Sentences with phrase «obstetric interventions»

"Obstetric interventions" refers to medical procedures or interventions that are performed on a pregnant woman, specifically during the process of childbirth. These interventions may include actions such as the use of forceps or vacuum extraction to assist in delivering the baby, episiotomy (surgical cut) to widen the birth canal, or administration of medications to induce or augment labor. The aim of these interventions is to ensure the safety and well-being of both the mother and the baby during labor and delivery. Full definition
What Creddy found, however, is that the «level of obstetric intervention experienced during childbirth... [was] ASSOCIATED WITH [not «caused by»] the development of acute trauma symptoms.»
But who needs to make good sound decisions based on at least a basic understanding of your own physiology, birth, and the interventions involved, and their risks and benefits, when you could sit in an echo chamber all day and blame obstetric intervention and read the same five books to each other?
This kind of birth presentation is usually associated with having your water broken prematurely, going into preterm labor, or other obstetric interventions.
The authors concluded that planned home births were associated with increased neonatal complications but fewer obstetric interventions.
Choices that can affect breastfeeding This article by Andrea Eastman, MA, CCE discusses how different obstetric interventions can directly or indirectly influence the initiation and duration of breastfeeding.
Several studies [13 — 19] have found reduced obstetric interventions and optimal outcomes among healthy women who planned to give birth at home or a birth centre under the care of midwives.
The authors also continued to say that hospitals should create a welcoming and comfortable birthing environment, as well as address unnecessary obstetric interventions, both of which are often a primary motivation for planned homebirth.
What I find so preposterous about MANA's position is that they «demand» scientific, evidence based precision for obstetric interventions, but their stated ethical position is that birth is a mystery and death and bad outcomes have to be accepted in the process of «letting go» and «healing».
Women who planned a home birth were at reduced risk of all obstetric interventions assessed and were at similar or reduced risk of adverse maternal outcomes compared with women who planned to give birth in hospital accompanied by a midwife or physician.
But as in the case of seat belts, just because the average woman carrying the average baby in the average position won't need those interventions does not change the fact that tens of thousands of lives are saved each and every year by the routine use of obstetric interventions.
In a 2009 in - depth Canadian study published in the Canadian Medical Association Journal (CMAJ), the authors concluded that «planned home birth attended by a registered midwife was associated with very low and comparable rates of perinatal death and reduced rates of obstetric interventions and adverse maternal outcomes compared with planned hospital birth attended by a midwife or physician.»
The outcome measures used in most studies of birthplace and models of maternity care are obstetric intervention rates and birth outcomes [1 - 6,8,9].
Women in the planned home - birth group were significantly less likely than those who planned a midwife - attended hospital birth to have obstetric interventions (e.g., electronic fetal monitoring, relative risk [RR] 0.32, 95 % CI 0.29 - 0.36; assisted vaginal delivery, RR 0.41, 95 % 0.33 - 0.52) or adverse maternal outcomes (e.g., third - or fourth - degree perineal tear, RR 0.41, 95 % CI 0.28 - 0.59; postpartum hemorrhage, RR 0.62, 95 % CI 0.49 - 0.77).
The primary outcome measure was perinatal mortality; secondary outcomes were obstetric interventions and adverse maternal and neonatal outcomes.
Planned home birth attended by a registered midwife was associated with very low and comparable rates of perinatal death and reduced rates of obstetric interventions and other adverse perinatal outcomes compared with planned hospital birth attended by a midwife or physician.
«Although signs suggest that obstetric interventions are being used too readily in developed countries, the lower rates we saw among First Nations mothers are of concern when coupled with the known increased risk of adverse perinatal and infant outcomes,» writes Corinne Riddell, PhD candidate, Department of Epidemiology, Biostatistics and Occupational Health, McGill University, Montréal, Québec, with coauthors.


## Action item
Take the entries below and retype them exactly.

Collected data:
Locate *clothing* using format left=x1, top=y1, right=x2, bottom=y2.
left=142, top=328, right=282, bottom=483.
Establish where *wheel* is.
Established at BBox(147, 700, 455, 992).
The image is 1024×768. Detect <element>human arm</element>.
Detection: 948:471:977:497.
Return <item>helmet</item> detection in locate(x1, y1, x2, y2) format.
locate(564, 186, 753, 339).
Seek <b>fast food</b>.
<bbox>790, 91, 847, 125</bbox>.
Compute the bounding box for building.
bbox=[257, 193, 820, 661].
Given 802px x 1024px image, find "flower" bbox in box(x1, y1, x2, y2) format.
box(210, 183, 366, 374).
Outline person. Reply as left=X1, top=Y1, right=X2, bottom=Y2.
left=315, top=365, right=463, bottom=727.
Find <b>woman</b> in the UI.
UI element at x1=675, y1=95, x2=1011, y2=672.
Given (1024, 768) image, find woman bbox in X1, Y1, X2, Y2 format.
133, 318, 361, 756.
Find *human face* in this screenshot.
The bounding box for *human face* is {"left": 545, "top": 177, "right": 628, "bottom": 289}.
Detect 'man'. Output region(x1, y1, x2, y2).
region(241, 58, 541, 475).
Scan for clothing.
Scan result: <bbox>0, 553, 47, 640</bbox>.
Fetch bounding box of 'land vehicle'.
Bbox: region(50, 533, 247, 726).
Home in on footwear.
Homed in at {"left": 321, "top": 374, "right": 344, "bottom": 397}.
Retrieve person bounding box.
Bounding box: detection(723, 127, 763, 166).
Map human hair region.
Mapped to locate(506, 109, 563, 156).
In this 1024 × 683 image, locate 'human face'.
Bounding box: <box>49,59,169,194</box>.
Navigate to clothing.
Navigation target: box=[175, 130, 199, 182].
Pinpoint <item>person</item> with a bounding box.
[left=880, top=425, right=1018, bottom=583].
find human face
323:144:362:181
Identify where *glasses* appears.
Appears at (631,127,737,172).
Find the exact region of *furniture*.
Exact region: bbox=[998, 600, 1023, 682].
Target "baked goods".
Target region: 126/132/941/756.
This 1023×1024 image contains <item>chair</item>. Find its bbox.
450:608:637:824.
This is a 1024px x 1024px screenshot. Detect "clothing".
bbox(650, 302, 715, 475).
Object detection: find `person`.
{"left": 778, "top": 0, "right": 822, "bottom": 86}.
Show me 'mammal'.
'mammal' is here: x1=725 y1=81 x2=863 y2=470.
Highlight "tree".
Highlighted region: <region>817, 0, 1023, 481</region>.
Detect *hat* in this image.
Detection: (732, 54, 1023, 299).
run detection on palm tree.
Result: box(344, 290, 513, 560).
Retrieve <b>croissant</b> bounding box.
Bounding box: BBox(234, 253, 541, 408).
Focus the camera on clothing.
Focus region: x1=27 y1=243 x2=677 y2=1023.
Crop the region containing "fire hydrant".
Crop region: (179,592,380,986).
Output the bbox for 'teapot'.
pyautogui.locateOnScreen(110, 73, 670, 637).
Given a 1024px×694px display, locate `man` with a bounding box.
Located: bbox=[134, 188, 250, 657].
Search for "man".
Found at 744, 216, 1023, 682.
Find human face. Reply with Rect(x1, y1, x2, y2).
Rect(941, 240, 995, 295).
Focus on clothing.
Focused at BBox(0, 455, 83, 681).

## Finished exercise
Locate *clothing* using format left=x1, top=y1, right=x2, bottom=y2.
left=142, top=328, right=282, bottom=483.
Establish where *wheel* is.
Established at BBox(147, 700, 455, 992).
The image is 1024×768. Detect <element>human arm</element>.
Detection: 948:471:977:497.
Return <item>helmet</item> detection in locate(x1, y1, x2, y2) format.
locate(564, 186, 753, 339).
Seek <b>fast food</b>.
<bbox>790, 91, 847, 125</bbox>.
Compute the bounding box for building.
bbox=[257, 193, 820, 661].
Given 802px x 1024px image, find "flower" bbox in box(x1, y1, x2, y2) format.
box(210, 183, 366, 374).
Outline person. Reply as left=X1, top=Y1, right=X2, bottom=Y2.
left=315, top=365, right=463, bottom=727.
Find <b>woman</b> in the UI.
UI element at x1=675, y1=95, x2=1011, y2=672.
Given (1024, 768) image, find woman bbox in X1, Y1, X2, Y2 format.
133, 318, 361, 756.
Find *human face* in this screenshot.
The bounding box for *human face* is {"left": 545, "top": 177, "right": 628, "bottom": 289}.
Detect 'man'. Output region(x1, y1, x2, y2).
region(241, 58, 541, 475).
Scan for clothing.
Scan result: <bbox>0, 553, 47, 640</bbox>.
Fetch bounding box of 'land vehicle'.
Bbox: region(50, 533, 247, 726).
Home in on footwear.
Homed in at {"left": 321, "top": 374, "right": 344, "bottom": 397}.
Retrieve person bounding box.
Bounding box: detection(723, 127, 763, 166).
Map human hair region.
Mapped to locate(506, 109, 563, 156).
In this 1024 × 683 image, locate 'human face'.
Bounding box: <box>49,59,169,194</box>.
Navigate to clothing.
Navigation target: box=[175, 130, 199, 182].
Pinpoint <item>person</item> with a bounding box.
[left=880, top=425, right=1018, bottom=583].
find human face
323:144:362:181
Identify where *glasses* appears.
Appears at (631,127,737,172).
Find the exact region of *furniture*.
Exact region: bbox=[998, 600, 1023, 682].
Target "baked goods".
Target region: 126/132/941/756.
This 1023×1024 image contains <item>chair</item>. Find its bbox.
450:608:637:824.
This is a 1024px x 1024px screenshot. Detect "clothing".
bbox(650, 302, 715, 475).
Object detection: find `person`.
{"left": 778, "top": 0, "right": 822, "bottom": 86}.
Show me 'mammal'.
'mammal' is here: x1=725 y1=81 x2=863 y2=470.
Highlight "tree".
Highlighted region: <region>817, 0, 1023, 481</region>.
Detect *hat* in this image.
Detection: (732, 54, 1023, 299).
run detection on palm tree.
Result: box(344, 290, 513, 560).
Retrieve <b>croissant</b> bounding box.
Bounding box: BBox(234, 253, 541, 408).
Focus the camera on clothing.
Focus region: x1=27 y1=243 x2=677 y2=1023.
Crop the region containing "fire hydrant".
Crop region: (179,592,380,986).
Output the bbox for 'teapot'.
pyautogui.locateOnScreen(110, 73, 670, 637).
Given a 1024px×694px display, locate `man` with a bounding box.
Located: bbox=[134, 188, 250, 657].
Search for "man".
Found at 744, 216, 1023, 682.
Find human face. Reply with Rect(x1, y1, x2, y2).
Rect(941, 240, 995, 295).
Focus on clothing.
Focused at BBox(0, 455, 83, 681).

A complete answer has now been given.